What is Dream Work ?

Dream Work Practitioners at Ruscombe

A cutting-edge, highly creative, mind/body therapeutic technique to promote personal healing, clarity, and growth. Working within the safety of your own symbols, rewire your brain’s old patterns of thinking and feeling.

Get at deep-rooted sources of issues that may not be accessible at the conscious level.

Appropriate to use in conjunction with other therapy or alone.

What is Symbolic Modeling?
Symbolic Modeling is a language-based mind/body therapy. The process invites you to gain clarity about yourself and to work through issues at a symbolic or metaphoric level. As you explore your metaphors, new discoveries and connections are made, the metaphors begin to evolve, and changes in your everyday thoughts, feelings, and behavior can follow.
Studies of the brain suggest that experiences and emotions may be stored in the right hemisphere of the brain in the form of images and symbols. These may not be readily accessible to the left hemisphere, center of our verbal and problem-solving capabilities. It appears that Symbolic Modeling brings what is stored in the right hemisphere, often subconsciously, into the left hemisphere, into words and consciousness. No longer inaccessible, you can now work with the symbols to address patterns, beliefs, emotions, etc.

Insight into the sources and meanings of these metaphors does not seem to be necessary for a healing impact. The mind appears to know how to help itself if we just connect the parts.


How is Symbolic Modeling done?

Symbolic Modeling which has three basic components:

Metaphors: these metaphors aren’t created the way you might pick one when writing a poem; instead, you experience them as they already exist in your mind, and you are now discovering them. The images which make up your metaphors relate to one another, and it is in these relationships that the patterns of your behavior, feelings and thoughts are mirrored.

Clean Language: The Symbolic Modeling facilitator uses a unique sentence structure, based on your exact words, to ask questions about the images you describe. The facilitator focuses your attention on their details and their relationships with one another. You’ll notice the facilitator’s speech does not sound like ordinary conversation; it is grammatically awkward and very sparse. This encourages you not to engage cognitively or conversationally with the facilitator. S/he is there to guide your exploration of your metaphors, not to interpret their meanings or add observations or determine what you should do with them. This is very much a client-centered process.

Modeling: Together, the facilitator and you are working on developing a full picture of your Metaphor Landscape. Through a series of questions, and possibly over a number of sessions, you will collect details about your metaphors by and through which you have stored your experiences and responses to those experiences.
Think of building a model town for a train garden. It is full of objects which serve a variety of purposes. You might have a train, running on a track, which may split in places. The tracks may go by a bank, a school house, and homes. There may be switch controls which regulate the train’s going and coming. About each of these, there will be added details and purposes.

Similarly, you and your facilitator are creating a model of your internal metaphors to explore. In a surprisingly emotional and visceral way, you’ll discover there are things you want to change with these images, and your facilitator will help guide you through discovering how that can happen. As changes occur with your metaphors, profound shifts are also felt emotionally, as the mind seems to ‘rewire its circuits.'

Who can benefit from a Symbolic Modeling session?
“I can’t believe the difference that one session with you has made for me….I feel so much lighter and more playful…... It was beautiful the way you listened so deeply to what I was saying and repeated exactly what I needed to hear to let me go deeper and work my own way to a resolution, a resolution that I could feel came from within myself, not from you. Empowering!” –S. F.

Symbolic Modeling was originally developed to work with patients suffering from traumas which were too painful or frightening or shameful to confront directly; working with metaphors proved to feel safe and very effective. Since that time, Symbolic Modeling practitioners have widely expanded the client issues they work with.

Just about any issue that would bring one to counseling could potentially benefit from a working with the internal metaphors which encode it for the client. Symbolic Modeling is particularly helpful, but not limited to, working to change old patterns of thought, behavior, or feeling; the client may intellectually be more than ready to change, but just can’t seem to make it happen or to stay with the desired change. Or s/he may feel there is something holding him/her back from fully embracing life, but is unclear about what it is. Other examples of typical issues include: transitions of all kinds, grief over loss, relationship issues, including separation and/or divorce, mild to moderate anxiety and mild to moderate depression, trauma resolution, weight loss, and smoking cessation. And on and on…..

Clients presently in therapy often continue to work with their therapists in more traditional modes, such as for coming up with current behavioral plans, while using Symbolic Modeling to access and work through older, deeper issues.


Exercise requirements
Every line below that holds the string "filter" should be copied.

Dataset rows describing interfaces
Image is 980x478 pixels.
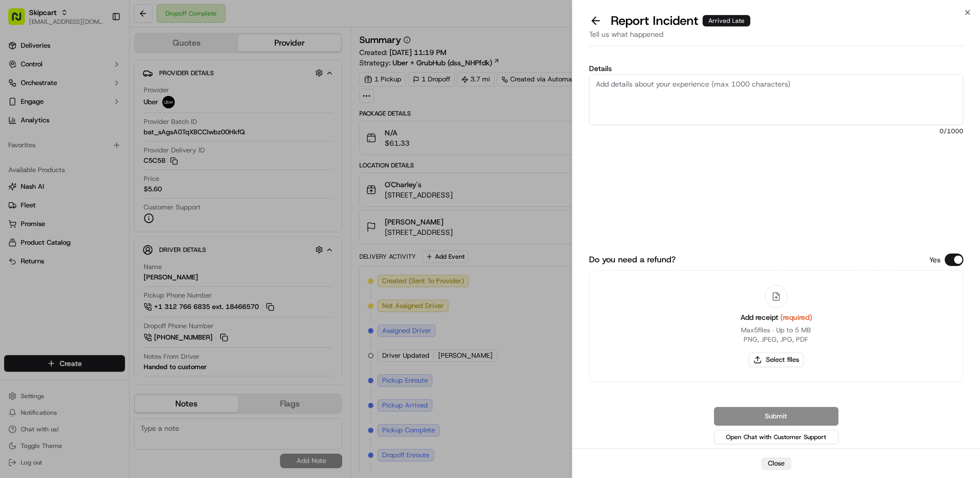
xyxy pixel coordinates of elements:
[744,335,809,344] p: PNG, JPEG, JPG, PDF
[611,13,751,29] p: Report Incident
[11,10,31,30] img: Nash
[761,458,792,469] button: Close
[103,175,126,183] span: Pylon
[83,145,171,165] a: 💻API Documentation
[20,150,79,160] span: Knowledge Base
[27,66,186,77] input: Got a question? Start typing here...
[741,325,811,335] p: Max 5 files ∙ Up to 5 MB
[11,99,29,117] img: 1736555255976-a54dd68f-1ca7-489b-9aae-adbdc363a1c4
[11,41,188,58] p: Welcome 👋
[780,313,812,322] span: (required)
[703,15,751,26] div: Arrived Late
[741,313,812,322] span: Add receipt
[589,29,964,46] div: Tell us what happened
[35,99,170,109] div: Start new chat
[749,352,804,367] button: Select files
[88,151,96,159] div: 💻
[98,150,167,160] span: API Documentation
[6,145,83,165] a: 📗Knowledge Base
[589,127,964,136] span: 0 /1000
[35,109,131,117] div: We're available if you need us!
[11,151,19,159] div: 📗
[714,430,838,444] button: Open Chat with Customer Support
[177,102,188,114] button: Start new chat
[929,255,941,265] p: Yes
[589,253,676,266] label: Do you need a refund?
[73,175,126,183] a: Powered byPylon
[589,65,964,72] label: Details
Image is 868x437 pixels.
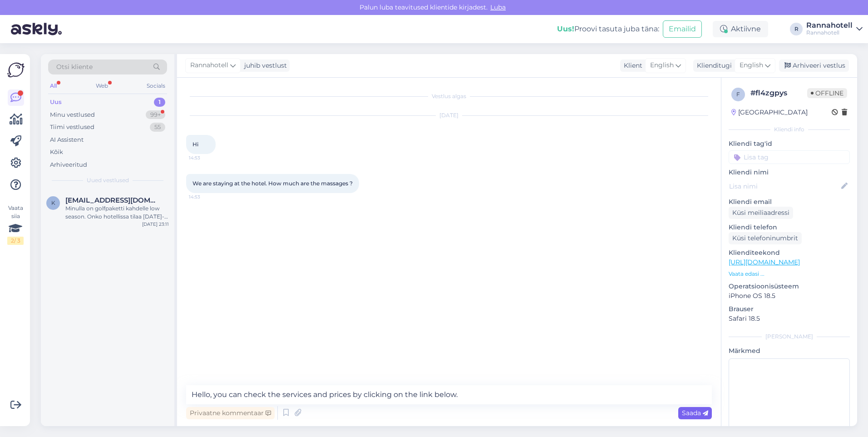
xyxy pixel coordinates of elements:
[488,3,509,11] span: Luba
[150,123,165,132] div: 55
[186,92,712,100] div: Vestlus algas
[7,204,23,245] div: Vaata siia
[736,91,740,98] span: f
[729,222,850,232] p: Kliendi telefon
[154,98,165,107] div: 1
[729,291,850,301] p: iPhone OS 18.5
[693,61,732,70] div: Klienditugi
[650,60,674,70] span: English
[732,108,808,117] div: [GEOGRAPHIC_DATA]
[729,304,850,314] p: Brauser
[240,61,287,70] div: juhib vestlust
[806,29,852,36] div: Rannahotell
[57,62,93,72] span: Otsi kliente
[66,204,169,221] div: Minulla on golfpaketti kahdelle low season. Onko hotellissa tilaa [DATE]-[DATE]?
[807,88,847,98] span: Offline
[189,194,223,200] span: 14:53
[729,150,850,164] input: Lisa tag
[729,346,850,356] p: Märkmed
[48,80,58,92] div: All
[806,22,863,36] a: RannahotellRannahotell
[557,25,574,33] b: Uus!
[557,23,659,34] div: Proovi tasuta juba täna:
[729,282,850,291] p: Operatsioonisüsteem
[192,141,198,148] span: Hi
[50,148,63,157] div: Kõik
[729,197,850,207] p: Kliendi email
[189,155,223,161] span: 14:53
[739,60,763,70] span: English
[50,161,87,170] div: Arhiveeritud
[145,80,167,92] div: Socials
[790,23,802,36] div: R
[750,88,807,99] div: # fl4zgpys
[7,61,25,79] img: Askly Logo
[186,386,712,404] textarea: Hello, you can check the services and prices by clicking on the link below.
[620,61,643,70] div: Klient
[192,180,353,187] span: We are staying at the hotel. How much are the massages ?
[729,126,850,133] div: Kliendi info
[50,111,95,120] div: Minu vestlused
[682,409,708,417] span: Saada
[729,270,850,278] p: Vaata edasi ...
[7,237,23,245] div: 2 / 3
[190,60,228,70] span: Rannahotell
[729,139,850,149] p: Kliendi tag'id
[50,123,94,132] div: Tiimi vestlused
[186,111,712,120] div: [DATE]
[729,258,800,266] a: [URL][DOMAIN_NAME]
[729,181,839,191] input: Lisa nimi
[142,221,169,228] div: [DATE] 23:11
[713,21,768,37] div: Aktiivne
[86,176,129,185] span: Uued vestlused
[66,196,160,204] span: kuuviki@hotmail.com
[729,168,850,178] p: Kliendi nimi
[50,98,62,107] div: Uus
[146,111,165,120] div: 99+
[729,333,850,341] div: [PERSON_NAME]
[779,60,849,72] div: Arhiveeri vestlus
[729,207,793,219] div: Küsi meiliaadressi
[51,200,55,206] span: k
[94,80,110,92] div: Web
[729,232,802,245] div: Küsi telefoninumbrit
[729,314,850,324] p: Safari 18.5
[50,135,84,144] div: AI Assistent
[186,407,275,419] div: Privaatne kommentaar
[663,20,702,38] button: Emailid
[729,248,850,258] p: Klienditeekond
[806,22,852,29] div: Rannahotell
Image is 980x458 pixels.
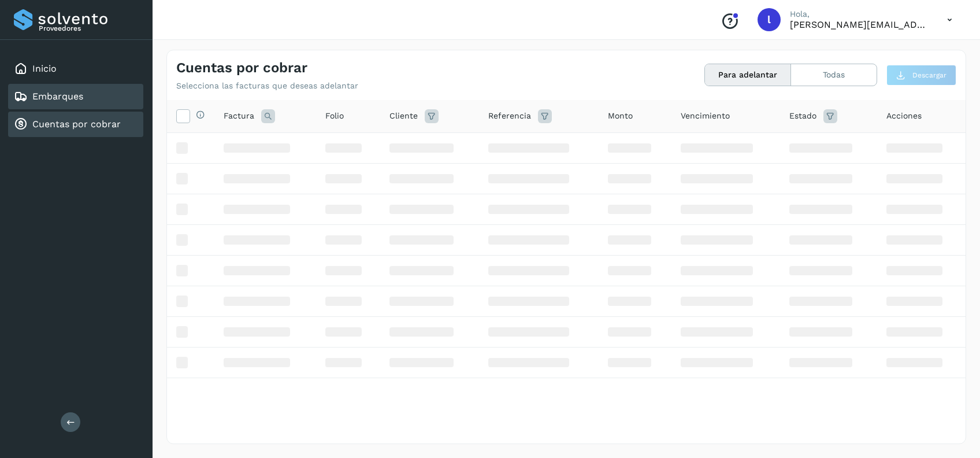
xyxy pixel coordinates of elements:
[390,110,418,122] span: Cliente
[886,110,922,122] span: Acciones
[33,118,121,129] a: Cuentas por cobrar
[681,110,730,122] span: Vencimiento
[790,9,929,19] p: Hola,
[886,65,956,86] button: Descargar
[790,19,929,31] p: lorena.rojo@serviciosatc.com.mx
[176,81,359,91] p: Selecciona las facturas que deseas adelantar
[790,110,817,122] span: Estado
[176,59,307,76] h4: Cuentas por cobrar
[8,84,144,109] div: Embarques
[913,70,947,81] span: Descargar
[33,63,57,74] a: Inicio
[325,110,344,122] span: Folio
[38,25,139,33] p: Proveedores
[224,110,254,122] span: Factura
[489,110,531,122] span: Referencia
[608,110,633,122] span: Monto
[8,111,144,137] div: Cuentas por cobrar
[33,91,84,101] a: Embarques
[705,64,791,86] button: Para adelantar
[8,56,144,82] div: Inicio
[791,64,877,86] button: Todas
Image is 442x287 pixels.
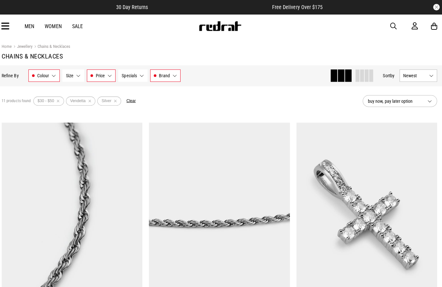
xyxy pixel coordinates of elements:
span: 30 Day Returns [119,4,150,10]
span: by [390,72,394,78]
a: Jewellery [15,44,36,50]
button: Size [65,69,87,81]
p: Refine By [5,72,22,78]
button: Sortby [383,71,394,79]
span: Price [98,72,107,78]
span: $30 - $50 [41,98,57,102]
span: Colour [40,72,52,78]
span: Brand [161,72,172,78]
button: Remove filter [57,96,65,105]
a: Home [5,44,15,49]
a: Sale [75,23,86,29]
a: Women [48,23,65,29]
img: Redrat logo [200,21,243,31]
span: 11 products found [5,98,34,103]
h1: Chains & Necklaces [5,52,437,60]
button: Open LiveChat chat widget [5,3,25,22]
button: Clear [129,98,138,103]
button: Remove filter [88,96,96,105]
a: Chains & Necklaces [36,44,73,50]
button: Price [90,69,118,81]
iframe: Customer reviews powered by Trustpilot [163,4,260,10]
span: Vendetta [73,98,88,102]
button: Colour [32,69,63,81]
span: Silver [104,98,114,102]
span: Newest [403,72,426,78]
a: Men [28,23,38,29]
span: Size [69,72,76,78]
span: Free Delivery Over $175 [273,4,324,10]
button: Specials [121,69,150,81]
button: Newest [400,69,437,81]
button: buy now, pay later option [363,94,437,106]
button: Brand [152,69,183,81]
button: Remove filter [114,96,122,105]
span: buy now, pay later option [368,96,422,104]
span: Specials [124,72,139,78]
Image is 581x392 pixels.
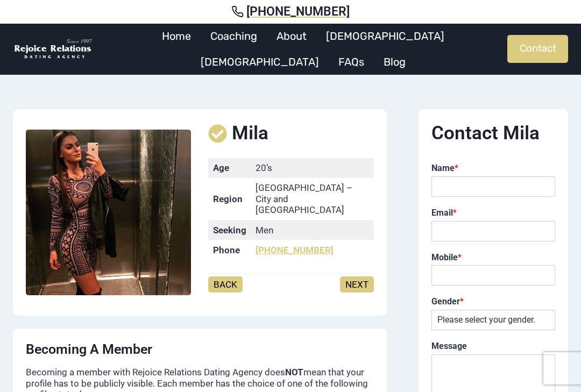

Your response
button: Remove filter [57,96,65,105]
button: Remove filter [88,96,96,105]
button: Remove filter [114,96,122,105]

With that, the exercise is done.